Sunday 6 August 2017

The National Trust's climbdown on gay badges is a temporary setback for the forces of Progressivism - which never rest, never sleep

'Dame' Helen Ghosh has been stymied in her attempt to punish National Trust volunteers who refuse to wear pro-Gay rainbow lanyards by forbidding them contact with the public. This is very good news. The former civil servant's tenure as director-general of the organisation is due to end soon in any case: she's due to take over as Master of Balliol College next March, where she will no doubt busy herself rooting out anything tainted by custom, tradition or common sense. After all, this is the woman who attempted to ban the word "Easter" from the the annual Cadbury's/National Trust Easter egg race. She can now tinker and busybody away to her heart's content overseeing a vital section of Britain's educational assembly-line, whose main purpose these days appears to be churning out yet more self-righteous fools to further swell the ranks of left-liberal elite social engineers determined to rewire our brains and our instincts...

While we celebrate 'Dame' Helen's humiliation, we must resist any sense of triumph. Overturning this sort of silly, virtue-signalling progressivist diktat requires an awful lot of work by any number of people - the volunteers themselves, the conservative press, the blogosphere, as well, no doubt, as quite a few sensible adults behind the scenes trying to persuade the silly woman that's she's bringing the organisation into disrepute, and that there is no earthly reason why (mainly elderly) people who give up their time in order to help preserve the historical architectural and artistic fabric of the country they love should be expected to "celebrate" Gay Pride, any more than they should be expected to bedeck themselves with symbols expressing enthusiasm for mass immigration, Islam, transgenderism, the EU, free school lunches, Cornish independence, mass euthanasia for the over-70s, or lowering the age of sexual consent to 10.
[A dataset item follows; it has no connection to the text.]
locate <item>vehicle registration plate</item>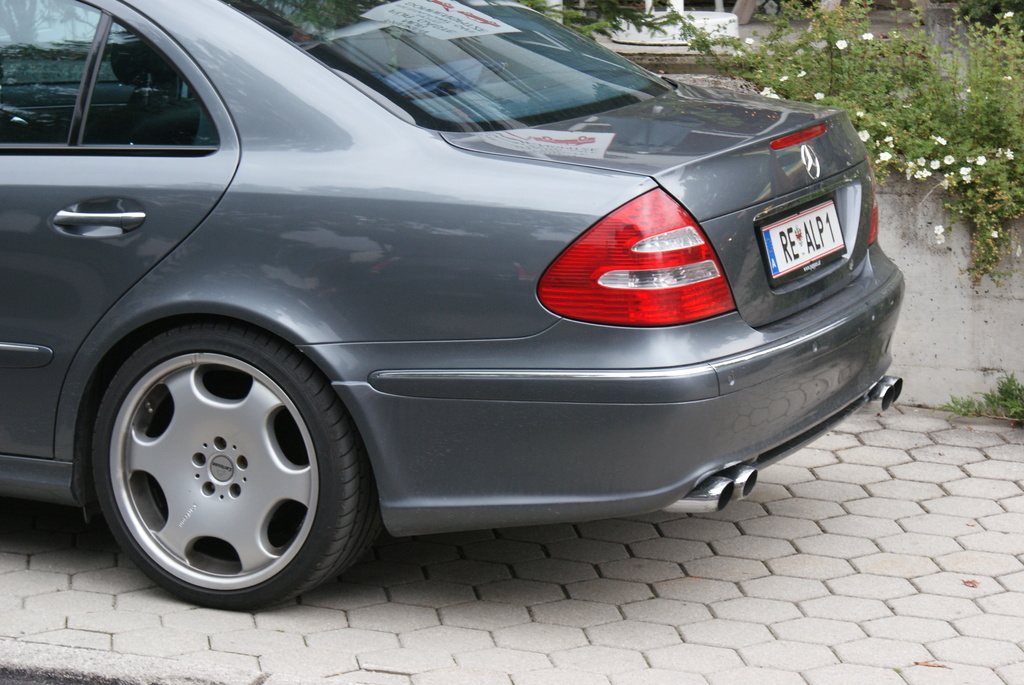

In order to resist the tide of "Progress", the effort required to overturn the rainbow lanyard silliness would have to be repeated thousands of times a day by millions of people across the country - because progressivists never rest, and, unlike conservatives, they are never, ever, satisfied. That's because their sense of meaning, of self-worth, depends on changing how things are. Changing things, "making a difference", makes them feel tremendously good about themselves. In fact, it makes them feel so good about themselves, they become addicted to messing us around in the name of social justice. When conservatives lose a battle, they tend to quit the field, shrug, and say "Oh, well - can't win 'em all!" When progressivists lose a battle, they turn into crack addicts denied a fix: they instantly regroup, choose a new or related issue or pet victim group to champion, and try to implement some other incredibly daft left-field scheme. While conservatives are barely half-way through their second celebratory gin-and-tonic following the last battle, and looking forward to returning to their normal lives, the progressivist army is already attacking on yet another front. As often as not, it's a front of whose existence conservatives were formerly unaware.

For all I know, Dame Helen is already planning to make all Trust volunteers wear pink tutus or T-shirts bearing the image of Jean-Claude Juncker - or niqabs. Maybe she'll insist that all volunteers must be black, or under 25, or homeless, or disabled. With any luck her "work" at the Trust is done, and she's already  dreaming up ways to make Balliol more vibrant, more inclusive, less cisgender, less academically judgmental, and more relevant to a socially just, compassionate, multicultural 21st Century Britain. Whatever she comes up with, it'll catch conservatives entirely by surprise, and resisting it will require a whole heap of effort. Progressivism doesn't advance by persuasion or consent - it wins by relentlessly wearing down its opponents, who, on the whole, would much rather be doing something else.